The OffBeat #24: Identifying Your Career "Jazz Standards"
Assembling your professional playbook
Hereâs when, back in high school, I first felt like a legitimate pre-professional jazz drummer: not when I made the all-county honors jazz band, or when I played in my first non-school gig. Not when I learned to play Joe Morelloâs Take Five drum solo by heart. It was when I got my Real Book.
The thick cream-cardstock-covered, plastic-spiral-bound book is a compilation of sheet music for hundreds of jazz tunes, known as standards. This âbootleg bible of jazz,â or âunofficial official handbook of jazz,â was created by a couple of Berklee College of Music students in the 1970s, published covertly via local photocopying shops to avoid paying licensing fees. Fast forward to the mid-2000s: music publisher Hal Leonard legitimized the Real Book, securing rights to each song and legally publishing an updated copy.
So whatâs the point in lugging around a 500-page volume of sheet music? The keyâs in the standards. Jazz standards are a critical part of jazz musiciansâ repertoire; theyâre widely known and performed, and widely recognized by listeners. Even if youâre not a jazz aficionado youâre probably familiar with some of them if youâve been to a jazz brunch or, like, a Starbucks. (A few examples: Blue Bossa, Take The A Train, Sing Sing Sing.) The idea is that, as a gigging jazz musician, youâre expected to have on-the-spot familiarity with a broad set of staple tunes.
The cool thing about jazzâeven when it comes to seemingly, as implied by the name, rigid constructions like standard songsâis that the idea is to make it your own. Even the standards arenât meant to be played in one standard way. Theyâre a starting place, from which youâre meant to explore and find your own interpretation. (See: April in Paris â Count Basie version, Charlie Parker version, Frank Sinatra version.)
Hereâs where career comes in. Iâm a fan of codifying principles and frameworks; Iâve over the years assembled a digital Mary Poppins bag of reference docs, models, and guidelines for how I think about things professionally. It serves as my âcareer Real Book,â a compilation of standards that reflect my own spin born of 15 years of learning and leading. The structureâthe songâs sheet musicâstays the same, but the detailsâthe interpretation of the music in a live settingâmorph as I evolve.
Some examples of what Iâd consider my career âjazz standardsâ:
Career case study log: personal learnings and high-level business results from every role Iâve held
Leadership principles: consolidated thoughts on managing a team
Monthly achievements: quick reference for monthly wins and progress against goals, useful for quarterly and annual performance reviews plus ad hoc reflection (when did I hire that person? when did we launch that campaign?)
Skills plan: leadership and technical skills Iâm comfortable with, and those I need to develop; I use the latter as fodder for quarterly leadership goal selection
First impressions: whenever I join a new company or start a new role, I make a brain dump list of initial impressions so I can capture my gut reaction to things before I get subsumed (happily!) into the everyday business rhythm and canât have an objective view
Brand marketing principles: tenets Iâve crystallized for building and leading brand, through the lenses of strategy, structure, systems, and skills
P.S. Some jazz standard playlists, if youâre inclined: my favorites, female vocalists, trumpet-forward, no vocals, blues.



Hey Allison, Iâm a newer subscriber and going back to some of your older posts: Iâm wondering how you store your examples above? Or if you have frameworks? Thanks :)
Perfectly articulating the need I've been thinking about for a while. Will be implementing this framework for myself!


• [PROBLEM] The records that follow should be returned exactly, pictures excluded.

• [RECORDS]

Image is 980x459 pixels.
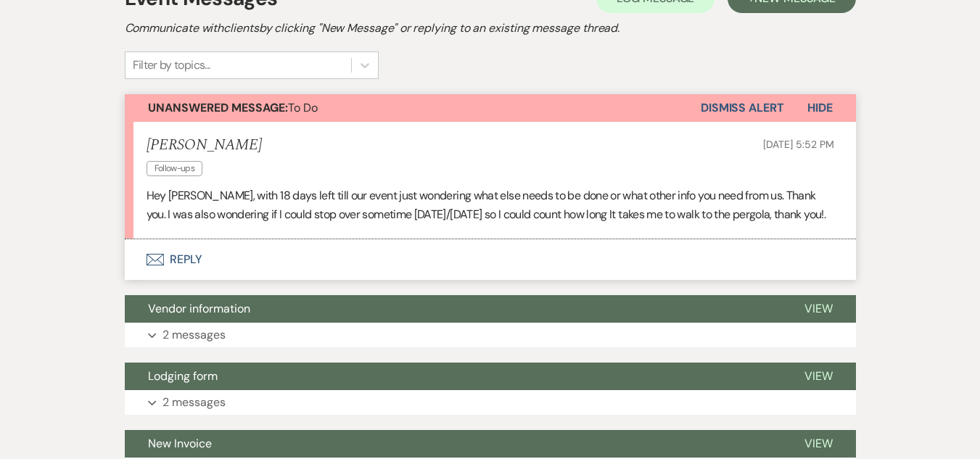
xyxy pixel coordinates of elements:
[148,100,288,115] strong: Unanswered Message:
[782,363,856,390] button: View
[125,390,856,414] button: 2 messages
[162,325,226,345] p: 2 messages
[782,430,856,457] button: View
[132,56,210,74] div: Filter by topics...
[804,368,833,384] span: View
[763,138,833,150] span: [DATE] 5:52 PM
[125,323,856,347] button: 2 messages
[147,161,203,176] span: Follow-ups
[125,363,782,390] button: Lodging form
[148,301,250,316] span: Vendor information
[148,436,212,451] span: New Invoice
[782,295,856,323] button: View
[804,301,833,316] span: View
[784,94,856,121] button: Hide
[162,393,226,412] p: 2 messages
[125,20,856,37] h2: Communicate with clients by clicking "New Message" or replying to an existing message thread.
[148,368,218,384] span: Lodging form
[147,186,834,223] p: Hey [PERSON_NAME], with 18 days left till our event just wondering what else needs to be done or ...
[125,94,701,121] button: Unanswered Message:To Do
[125,239,856,280] button: Reply
[147,136,262,154] h5: [PERSON_NAME]
[701,94,784,121] button: Dismiss Alert
[808,100,833,115] span: Hide
[125,430,782,457] button: New Invoice
[148,100,318,115] span: To Do
[125,295,782,323] button: Vendor information
[804,436,833,451] span: View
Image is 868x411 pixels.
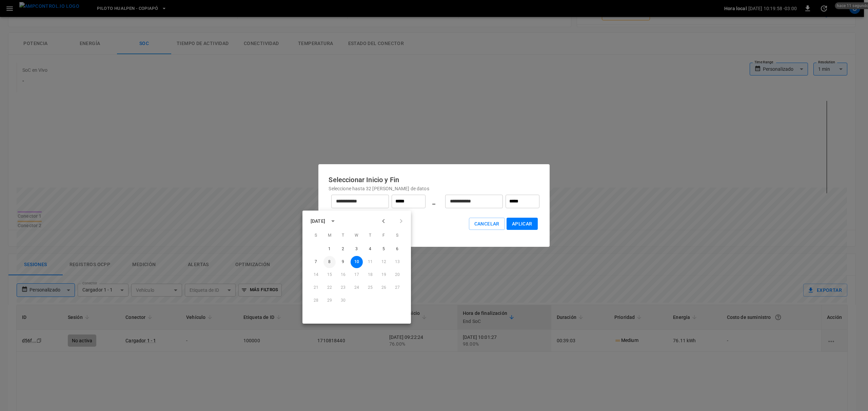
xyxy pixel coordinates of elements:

• [ANSWER BOX]
Image is 980x459 pixels.
xyxy pixel coordinates of elements:
[148,100,288,115] strong: Unanswered Message:
[782,363,856,390] button: View
[125,390,856,414] button: 2 messages
[162,325,226,345] p: 2 messages
[782,430,856,457] button: View
[132,56,210,74] div: Filter by topics...
[804,368,833,384] span: View
[763,138,833,150] span: [DATE] 5:52 PM
[125,323,856,347] button: 2 messages
[147,161,203,176] span: Follow-ups
[125,363,782,390] button: Lodging form
[148,301,250,316] span: Vendor information
[148,436,212,451] span: New Invoice
[782,295,856,323] button: View
[804,301,833,316] span: View
[784,94,856,121] button: Hide
[162,393,226,412] p: 2 messages
[125,20,856,37] h2: Communicate with clients by clicking "New Message" or replying to an existing message thread.
[148,368,218,384] span: Lodging form
[147,186,834,223] p: Hey [PERSON_NAME], with 18 days left till our event just wondering what else needs to be done or ...
[125,94,701,121] button: Unanswered Message:To Do
[125,239,856,280] button: Reply
[147,136,262,154] h5: [PERSON_NAME]
[701,94,784,121] button: Dismiss Alert
[808,100,833,115] span: Hide
[125,430,782,457] button: New Invoice
[148,100,318,115] span: To Do
[125,295,782,323] button: Vendor information
[804,436,833,451] span: View
Image is 868x411 pixels.
xyxy pixel coordinates of elements:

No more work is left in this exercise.